Union says Air Canada flight attendants won’t return to work despite strike being declared illegal


By ROB GILLIES

TORONTO (AP) — The union for 10,000 striking Air Canada flight attendants said Monday they won’t return to work even though the strike, now in its third day, has been declared illegal. The strike at Canada’s largest airline is affecting about 130,000 travelers a day at the peak of the summer travel season, and the two sides remain far apart on pay and other issues.

Disrupted tourists, stranded passengers

Tourists John and Lois Alderman said Air Canada has told them they could be stranded in Toronto for another four to five days while they wait for a flight back home to Manchester, United Kingdom.

“I’m a diabetic and I’m going to run out of insulin in about four days,” John said at Pearson International Airport. “That’s going to cause a problem.”

Flight attendants walked off the job around 1 a.m. EDT on Saturday, after turning down the airline’s request to enter into government-directed arbitration, which allows a third-party mediator to decide the terms of a new contract.

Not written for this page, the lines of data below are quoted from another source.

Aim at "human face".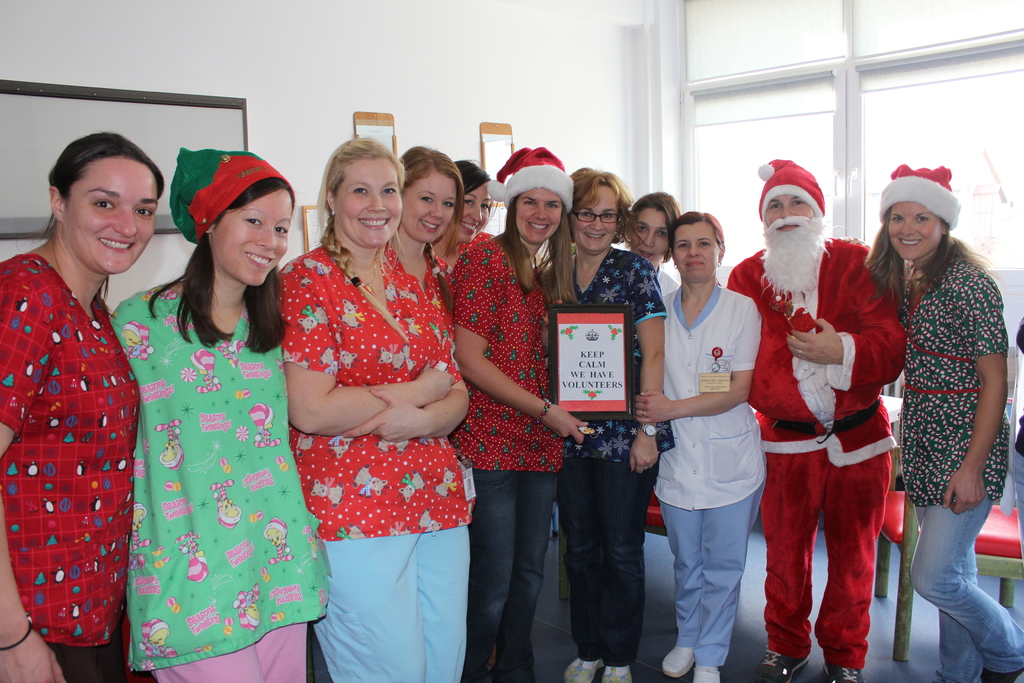
Aimed at (left=886, top=202, right=944, bottom=263).
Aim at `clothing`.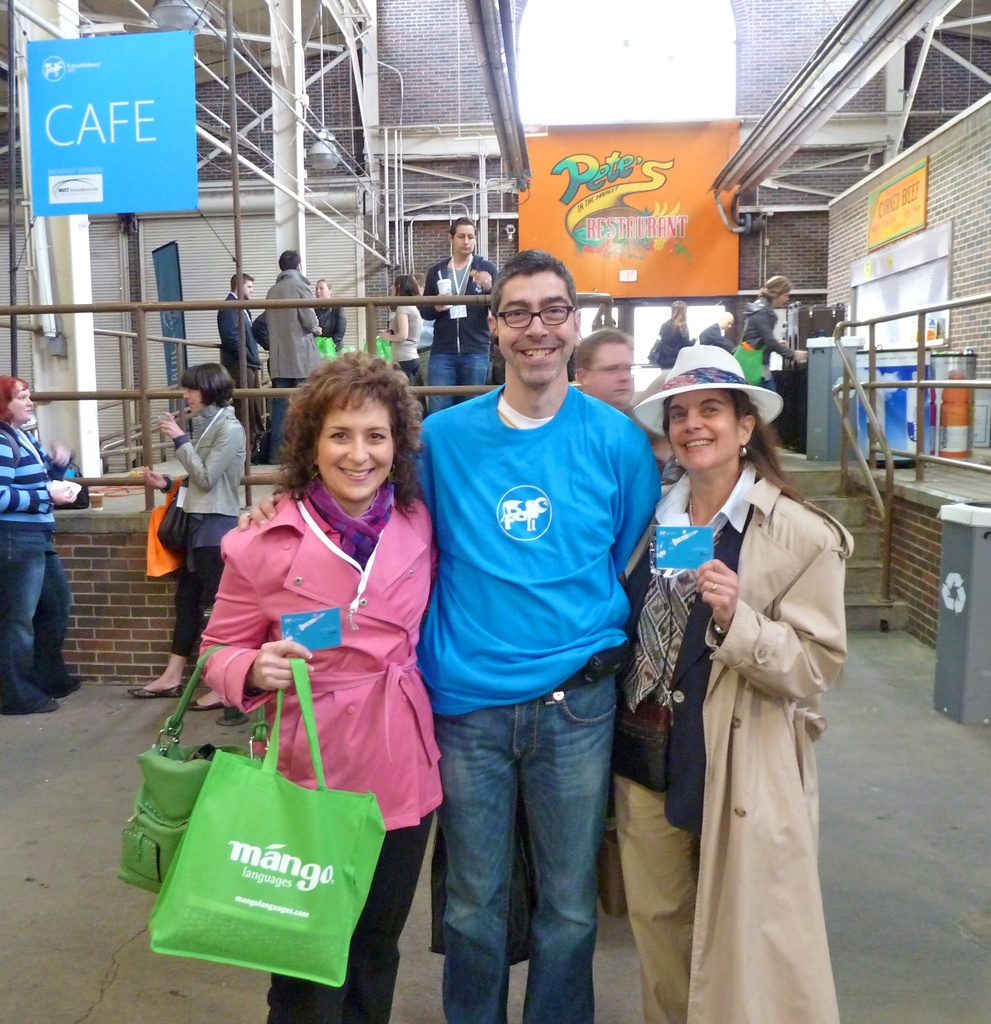
Aimed at detection(259, 259, 329, 447).
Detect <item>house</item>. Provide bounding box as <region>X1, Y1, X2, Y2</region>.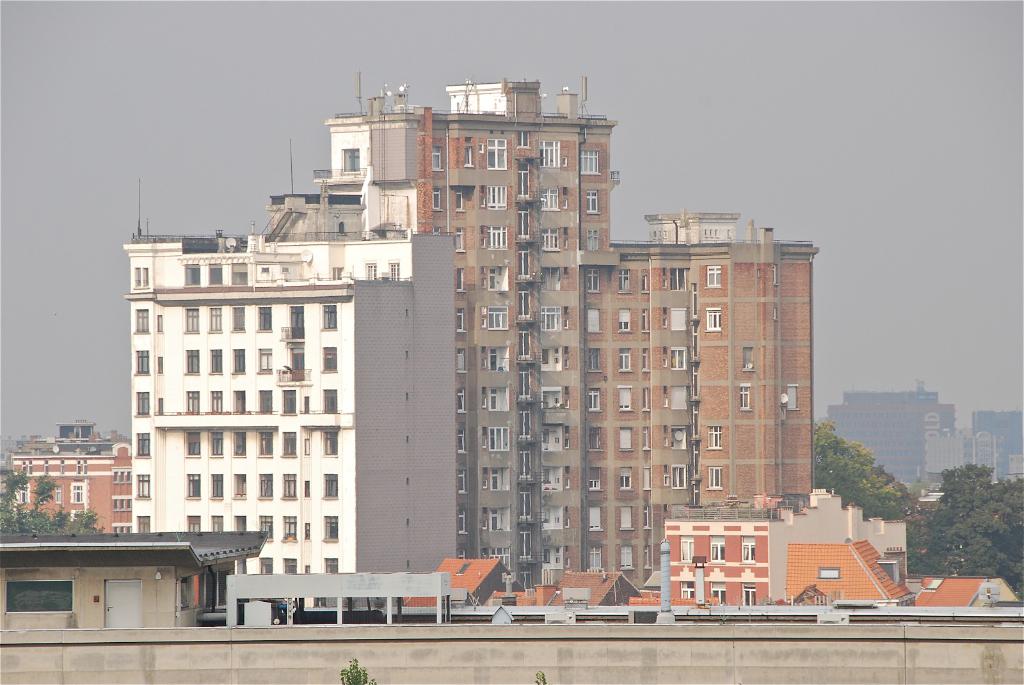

Air Canada and CUPE have been in contract talks for about eight months, but remain far apart on the issue of pay and the unpaid work that flight attendants do when planes aren’t in the air.

The airline’s latest offer included a 38% increase in total compensation, including benefits and pensions, over four years, that it said “would have made our flight attendants the best compensated in Canada.”

But the union pushed back, saying the proposed 8% raise in the first year didn’t go far enough because of inflation.

Passengers whose flights are impacted will be eligible to request a full refund on the airline’s website or mobile app, according to Air Canada.